Some members of the press have even been denied admission to the premier. The passionate Bayreuth critic Monika Beer, who writes a Wagner blog filled with a great deal of insider festival information and planned to report on the Ring performances for Fränkischer Tag, a regional newspaper, was turned down when she tried to secure tickets for opening night. In her blog, Beer often attacks the Wagner sisters running the show at Bayreuth for what she calls their "disastrous artist's policy." She was told that there is a shortage of press tickets this year. "The festival management wants to keep out people like me," says Beer.
Director Castorf says that the mood within the management team for the Bayreuth Festival reminds him of his wild days in East Germany. "Every outsider is the enemy. It's pure GDR." According to Castorf, the organizers suffer from a "phobia" so pronounced that he even had to negotiate for permission to have his own relatives attend rehearsals. "In the end, my mother and my son were allowed in."

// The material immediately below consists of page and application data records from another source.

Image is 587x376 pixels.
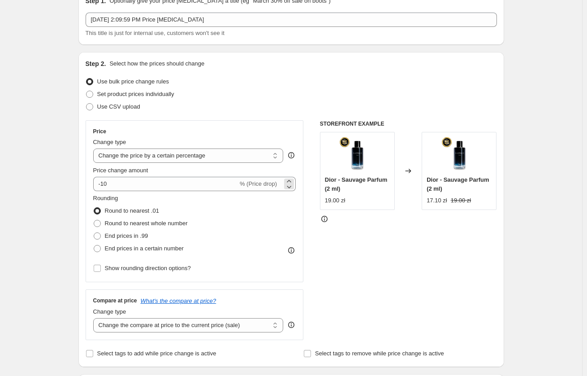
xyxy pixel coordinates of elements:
span: Price change amount [93,167,148,174]
span: Show rounding direction options? [105,265,191,271]
span: End prices in .99 [105,232,148,239]
h6: STOREFRONT EXAMPLE [320,120,497,127]
span: End prices in a certain number [105,245,184,252]
span: Use CSV upload [97,103,140,110]
div: help [287,320,296,329]
div: 19.00 zł [325,196,346,205]
span: Change type [93,139,126,145]
div: help [287,151,296,160]
div: 17.10 zł [427,196,447,205]
h3: Price [93,128,106,135]
h2: Step 2. [86,59,106,68]
span: Round to nearest whole number [105,220,188,226]
p: Select how the prices should change [109,59,204,68]
span: Select tags to add while price change is active [97,350,217,356]
img: sauvageparfum_80x.png [442,137,477,173]
button: What's the compare at price? [141,297,217,304]
span: Change type [93,308,126,315]
span: Dior - Sauvage Parfum (2 ml) [427,176,489,192]
span: Dior - Sauvage Parfum (2 ml) [325,176,387,192]
h3: Compare at price [93,297,137,304]
span: Select tags to remove while price change is active [315,350,444,356]
span: Round to nearest .01 [105,207,159,214]
span: Set product prices individually [97,91,174,97]
input: 30% off holiday sale [86,13,497,27]
span: This title is just for internal use, customers won't see it [86,30,225,36]
span: % (Price drop) [240,180,277,187]
span: Use bulk price change rules [97,78,169,85]
img: sauvageparfum_80x.png [339,137,375,173]
input: -15 [93,177,238,191]
strike: 19.00 zł [451,196,472,205]
span: Rounding [93,195,118,201]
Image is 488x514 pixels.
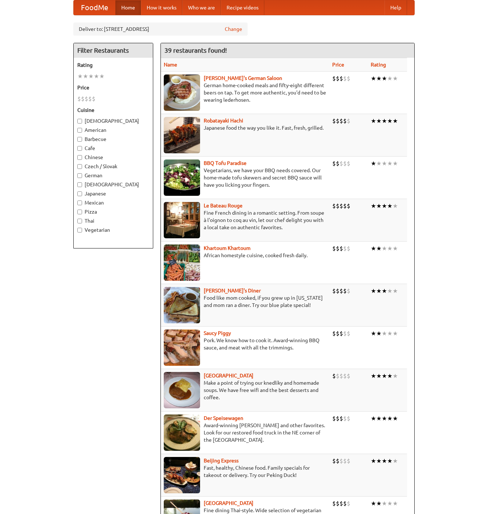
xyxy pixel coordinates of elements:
li: ★ [393,244,398,252]
li: ★ [77,72,83,80]
li: $ [347,117,351,125]
a: Rating [371,62,386,68]
li: $ [336,457,340,465]
img: bateaurouge.jpg [164,202,200,238]
b: [GEOGRAPHIC_DATA] [204,373,254,379]
li: $ [343,159,347,167]
p: Fast, healthy, Chinese food. Family specials for takeout or delivery. Try our Peking Duck! [164,464,327,479]
input: [DEMOGRAPHIC_DATA] [77,182,82,187]
li: ★ [387,117,393,125]
li: $ [336,117,340,125]
li: ★ [393,74,398,82]
li: ★ [382,330,387,338]
li: ★ [376,330,382,338]
li: ★ [371,117,376,125]
li: $ [343,117,347,125]
label: German [77,172,149,179]
li: ★ [382,159,387,167]
li: $ [343,244,347,252]
li: $ [347,159,351,167]
li: $ [340,74,343,82]
li: ★ [382,457,387,465]
li: ★ [382,202,387,210]
li: ★ [387,330,393,338]
li: ★ [376,500,382,508]
li: ★ [371,500,376,508]
li: $ [88,95,92,103]
a: Le Bateau Rouge [204,203,243,209]
li: $ [347,202,351,210]
li: $ [332,500,336,508]
a: How it works [141,0,182,15]
li: ★ [393,372,398,380]
img: saucy.jpg [164,330,200,366]
ng-pluralize: 39 restaurants found! [165,47,227,54]
a: [PERSON_NAME]'s German Saloon [204,75,282,81]
li: ★ [376,202,382,210]
label: [DEMOGRAPHIC_DATA] [77,181,149,188]
li: ★ [387,202,393,210]
li: $ [347,74,351,82]
li: ★ [94,72,99,80]
li: $ [336,287,340,295]
p: Japanese food the way you like it. Fast, fresh, grilled. [164,124,327,132]
input: German [77,173,82,178]
li: $ [347,372,351,380]
li: $ [336,330,340,338]
li: ★ [376,287,382,295]
img: speisewagen.jpg [164,415,200,451]
img: robatayaki.jpg [164,117,200,153]
li: ★ [376,159,382,167]
li: ★ [376,415,382,423]
li: ★ [371,330,376,338]
li: $ [340,457,343,465]
li: ★ [393,159,398,167]
li: $ [340,500,343,508]
li: ★ [393,415,398,423]
li: $ [340,159,343,167]
li: ★ [376,74,382,82]
li: $ [347,330,351,338]
a: Name [164,62,177,68]
p: Award-winning [PERSON_NAME] and other favorites. Look for our restored food truck in the NE corne... [164,422,327,444]
a: Help [385,0,407,15]
li: ★ [387,244,393,252]
a: Recipe videos [221,0,264,15]
img: czechpoint.jpg [164,372,200,408]
li: ★ [387,74,393,82]
li: ★ [376,372,382,380]
a: BBQ Tofu Paradise [204,160,247,166]
input: Chinese [77,155,82,160]
img: esthers.jpg [164,74,200,111]
li: ★ [371,74,376,82]
a: Beijing Express [204,458,239,464]
p: Food like mom cooked, if you grew up in [US_STATE] and mom ran a diner. Try our blue plate special! [164,294,327,309]
a: [GEOGRAPHIC_DATA] [204,500,254,506]
input: Thai [77,219,82,223]
li: $ [85,95,88,103]
li: $ [343,500,347,508]
img: sallys.jpg [164,287,200,323]
p: Fine French dining in a romantic setting. From soupe à l'oignon to coq au vin, let our chef delig... [164,209,327,231]
input: [DEMOGRAPHIC_DATA] [77,119,82,124]
label: Vegetarian [77,226,149,234]
a: Price [332,62,344,68]
li: $ [343,372,347,380]
input: Barbecue [77,137,82,142]
li: $ [336,244,340,252]
li: $ [340,244,343,252]
li: ★ [371,287,376,295]
li: $ [332,202,336,210]
li: ★ [382,372,387,380]
li: ★ [382,287,387,295]
li: $ [77,95,81,103]
li: ★ [382,74,387,82]
li: $ [343,415,347,423]
a: Saucy Piggy [204,330,231,336]
li: $ [343,202,347,210]
li: $ [332,74,336,82]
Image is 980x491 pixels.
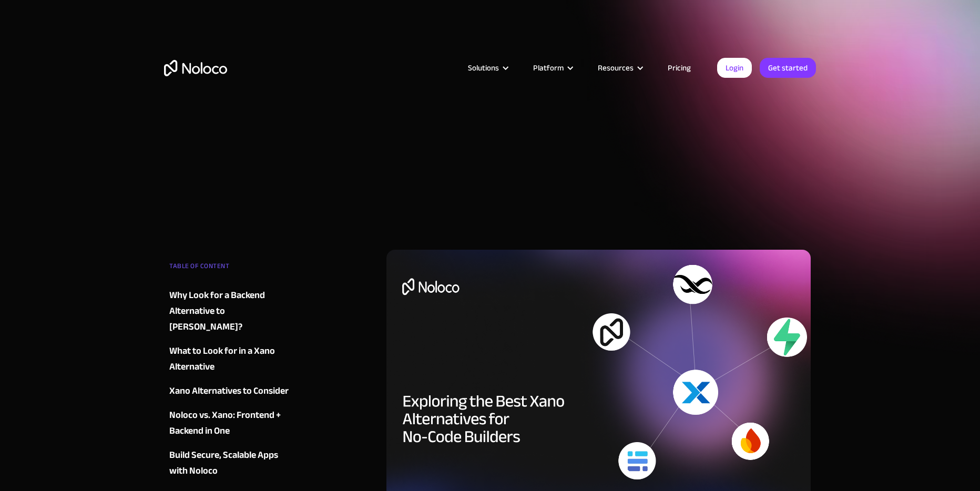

From Rheingold to Texas Tea
Castorf revealed the spectacular concept for his staging of the Ring cycle early on. In his version, oil will be the gold in the Rhine, the Nibelung treasure. And because Wagner makes him think of Route 66, Castorf sets some of the action in the North American plains. He says that he wants to "move away from illustration," use a lot of video and a revolving stage, and set his oil storyline primarily in Azerbaijan and Texas.
"Such translations don't work one-to-one," says Castorf today. "Direct translations into the world of modern industrial production or Wall Street are never convincing in the theater, even if it's (respected German theater directors) Ruth Berghaus or Peter Konwitschny."
Serbian set designer Aleksandar Denic has already worked for Castorf several times, including on his 2012 Paris production of "The Lady of the Camelias." The 49-year-old designer is also known for his work for Emir Kusturica's film "Underground." For the Bayreuth festival, Denic designed monumental sets that recall the days of glamour and misery in which mankind came to love oil as black gold.
Denic's set for "Das Rheingold" -- known as "Preliminary Evening" in Wagner's tetralogy -- includes the façade of a Texas motel, complete with a gas station. The set designer, a convoluted, temperamental and argumentative man, invokes the grand, uninhibited days when the automobile was king -- "the golden years of the 1960s and 1970s, when gasoline was cheap in America, people drove big cars and oil reserves seemed inexhaustible."